(Extracted information begins)

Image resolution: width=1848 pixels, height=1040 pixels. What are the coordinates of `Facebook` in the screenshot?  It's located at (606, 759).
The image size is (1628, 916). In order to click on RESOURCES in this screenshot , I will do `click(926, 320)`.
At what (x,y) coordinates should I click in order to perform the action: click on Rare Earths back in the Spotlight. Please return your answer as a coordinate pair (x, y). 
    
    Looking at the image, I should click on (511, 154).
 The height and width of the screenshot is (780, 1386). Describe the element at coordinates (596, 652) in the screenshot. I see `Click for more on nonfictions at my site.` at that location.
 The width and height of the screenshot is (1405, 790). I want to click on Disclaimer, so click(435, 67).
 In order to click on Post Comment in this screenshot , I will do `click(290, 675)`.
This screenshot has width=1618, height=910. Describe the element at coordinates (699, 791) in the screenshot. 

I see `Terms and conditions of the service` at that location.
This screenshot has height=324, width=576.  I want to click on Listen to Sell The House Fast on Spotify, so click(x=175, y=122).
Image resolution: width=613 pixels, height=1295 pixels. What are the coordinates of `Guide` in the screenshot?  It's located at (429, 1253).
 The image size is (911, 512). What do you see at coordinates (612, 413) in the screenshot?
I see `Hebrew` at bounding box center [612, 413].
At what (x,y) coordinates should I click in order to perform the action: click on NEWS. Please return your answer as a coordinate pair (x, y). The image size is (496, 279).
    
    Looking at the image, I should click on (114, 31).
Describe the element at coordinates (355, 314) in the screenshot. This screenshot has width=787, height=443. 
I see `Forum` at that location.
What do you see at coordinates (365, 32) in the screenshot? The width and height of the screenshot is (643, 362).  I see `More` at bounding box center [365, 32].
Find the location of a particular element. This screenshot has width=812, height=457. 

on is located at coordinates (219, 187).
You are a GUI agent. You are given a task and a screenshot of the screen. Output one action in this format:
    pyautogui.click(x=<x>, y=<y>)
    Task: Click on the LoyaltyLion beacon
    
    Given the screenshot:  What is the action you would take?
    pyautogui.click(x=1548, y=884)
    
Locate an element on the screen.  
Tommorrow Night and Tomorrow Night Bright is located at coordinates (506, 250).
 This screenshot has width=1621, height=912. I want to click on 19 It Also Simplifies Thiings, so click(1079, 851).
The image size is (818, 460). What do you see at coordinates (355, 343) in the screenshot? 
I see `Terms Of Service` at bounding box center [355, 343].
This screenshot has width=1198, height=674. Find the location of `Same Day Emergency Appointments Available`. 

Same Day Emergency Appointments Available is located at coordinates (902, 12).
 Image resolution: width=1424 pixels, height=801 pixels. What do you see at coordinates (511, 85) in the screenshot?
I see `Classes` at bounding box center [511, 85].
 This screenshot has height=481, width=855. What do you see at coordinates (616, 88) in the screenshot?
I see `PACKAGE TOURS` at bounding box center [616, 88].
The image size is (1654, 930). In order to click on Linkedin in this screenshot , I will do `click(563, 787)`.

(Extracted information ends)

Aim of the exercise:
Return every entry exactly.

Answer section:
Image resolution: width=1848 pixels, height=1040 pixels. What are the coordinates of `Facebook` in the screenshot?  It's located at (606, 759).
The image size is (1628, 916). In order to click on RESOURCES in this screenshot , I will do `click(926, 320)`.
At what (x,y) coordinates should I click in order to perform the action: click on Rare Earths back in the Spotlight. Please return your answer as a coordinate pair (x, y). 
    
    Looking at the image, I should click on (511, 154).
 The height and width of the screenshot is (780, 1386). Describe the element at coordinates (596, 652) in the screenshot. I see `Click for more on nonfictions at my site.` at that location.
 The width and height of the screenshot is (1405, 790). I want to click on Disclaimer, so click(435, 67).
 In order to click on Post Comment in this screenshot , I will do `click(290, 675)`.
This screenshot has width=1618, height=910. Describe the element at coordinates (699, 791) in the screenshot. 

I see `Terms and conditions of the service` at that location.
This screenshot has height=324, width=576.  I want to click on Listen to Sell The House Fast on Spotify, so click(x=175, y=122).
Image resolution: width=613 pixels, height=1295 pixels. What are the coordinates of `Guide` in the screenshot?  It's located at (429, 1253).
 The image size is (911, 512). What do you see at coordinates (612, 413) in the screenshot?
I see `Hebrew` at bounding box center [612, 413].
At what (x,y) coordinates should I click in order to perform the action: click on NEWS. Please return your answer as a coordinate pair (x, y). The image size is (496, 279).
    
    Looking at the image, I should click on (114, 31).
Describe the element at coordinates (355, 314) in the screenshot. This screenshot has width=787, height=443. 
I see `Forum` at that location.
What do you see at coordinates (365, 32) in the screenshot? The width and height of the screenshot is (643, 362).  I see `More` at bounding box center [365, 32].
Find the location of a particular element. This screenshot has width=812, height=457. 

on is located at coordinates (219, 187).
You are a GUI agent. You are given a task and a screenshot of the screen. Output one action in this format:
    pyautogui.click(x=<x>, y=<y>)
    Task: Click on the LoyaltyLion beacon
    
    Given the screenshot:  What is the action you would take?
    pyautogui.click(x=1548, y=884)
    
Locate an element on the screen.  
Tommorrow Night and Tomorrow Night Bright is located at coordinates (506, 250).
 This screenshot has width=1621, height=912. I want to click on 19 It Also Simplifies Thiings, so click(1079, 851).
The image size is (818, 460). What do you see at coordinates (355, 343) in the screenshot? 
I see `Terms Of Service` at bounding box center [355, 343].
This screenshot has width=1198, height=674. Find the location of `Same Day Emergency Appointments Available`. 

Same Day Emergency Appointments Available is located at coordinates (902, 12).
 Image resolution: width=1424 pixels, height=801 pixels. What do you see at coordinates (511, 85) in the screenshot?
I see `Classes` at bounding box center [511, 85].
 This screenshot has height=481, width=855. What do you see at coordinates (616, 88) in the screenshot?
I see `PACKAGE TOURS` at bounding box center [616, 88].
The image size is (1654, 930). In order to click on Linkedin in this screenshot , I will do `click(563, 787)`.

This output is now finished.